Negative equity, visualized
A new car can shed 15–20% of its value in the first year, while the early payments on a long loan barely dent the principal. The result is a stretch — often a year or more — where you owe more than the car is worth. That’s negative equity, and it’s the risk gap insurance exists to cover. The chart plots your loan balance against the depreciating car value so the underwater window, and the crossover into positive equity, are obvious at a glance.
What makes this calculator different
- True out-the-door cost. Sales tax (with the trade-in tax credit), the trade-in, and dealer fees are all baked into the loan amount — not glossed over.
- The underwater timeline. We model depreciation against your amortization and tell you how long you’d owe more than the car is worth.
- Equity crossover, charted. Two lines — loan balance vs. car value — make the moment you reach positive equity unmistakable.
- All-in total. Down payment, trade-in, and every payment summed, so you see what the car truly costs you.
Frequently asked questions
What does it mean to be “underwater” or in negative equity on a car?+
You’re underwater when you owe more on the loan than the car is currently worth. It happens because a new car depreciates fastest in its first couple of years — often 15–20% in year one — while the loan balance comes down slowly at first, since early payments are mostly interest. The two lines on the chart show exactly this: the gap where the loan balance sits above the car’s value is the period of negative equity, and the point where they cross is when you finally have positive equity.
Why does being underwater matter, and what is gap insurance?+
If your car is totaled or stolen while you’re underwater, standard auto insurance only pays the car’s current market value — not your loan payoff — so you’d still owe the lender the difference out of pocket. Gap insurance (“guaranteed asset protection”) covers exactly that shortfall. It’s most worth carrying during the early years of a low-down-payment, long-term loan, which is precisely the window this calculator highlights.
Why do longer loan terms keep me underwater longer?+
A 72- or 84-month loan lowers the monthly payment, but it also means you pay down principal much more slowly. The car keeps depreciating on its own schedule regardless of your term, so a longer loan stretches out the period where the balance exceeds the car’s value — sometimes for most of the loan. A larger down payment and a shorter term are the two levers that close the negative-equity gap fastest.

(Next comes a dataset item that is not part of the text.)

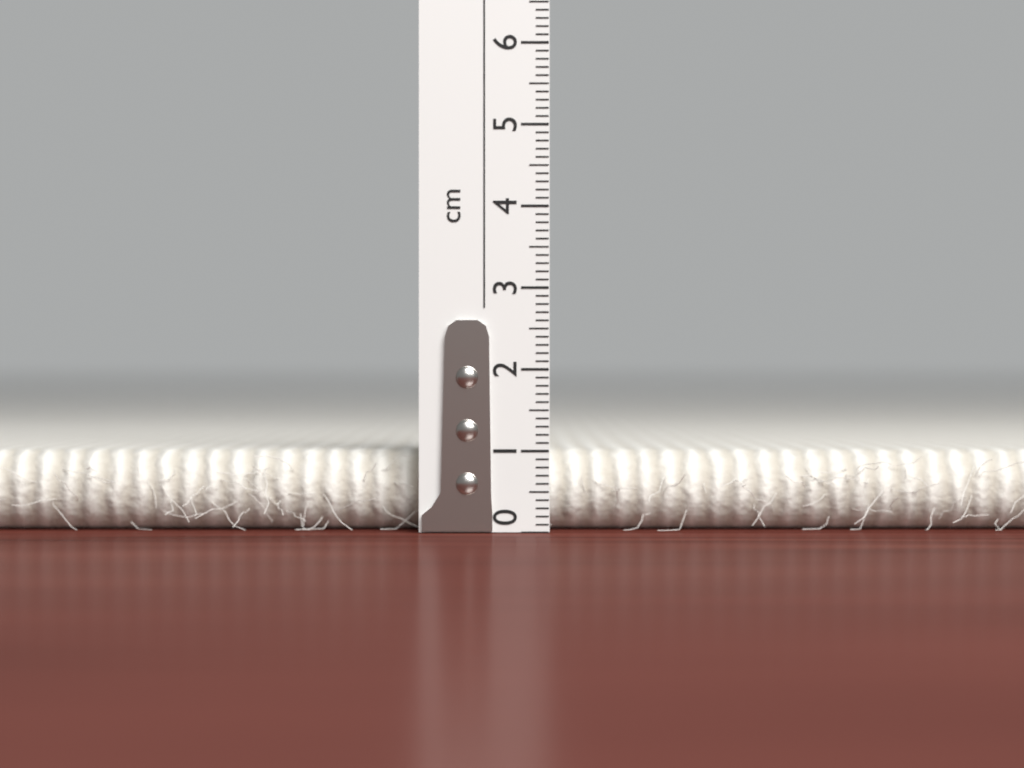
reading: 1.0 cm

How does the trade-in tax credit work?+
In most US states, sales tax is charged only on the price after your trade-in is subtracted — so a $35,000 car with a $5,000 trade-in is taxed on $30,000, not $35,000. That can save hundreds of dollars. A handful of states tax the full purchase price regardless of the trade-in. Toggle “Trade-in tax credit” to match your state’s rule and see the difference in the sales-tax figure.
Why is the total cost so much higher than the sticker price?+
The sticker is just the start. Out the door you also pay sales tax, dealer fees (title, doc, registration), and — if you finance — interest over the life of the loan. This calculator’s “total out of pocket” adds up your down payment, the trade-in value you give up, and every scheduled payment, so you see the real all-in cost rather than the negotiated price alone.
Disclaimer: This calculator is for educational purposes only. Actual prices, rates, fees, tax rules, and depreciation vary by lender, state, and vehicle. Depreciation is modeled at a constant annual rate and is an estimate, not a market valuation. It is not financial, tax, or lending advice.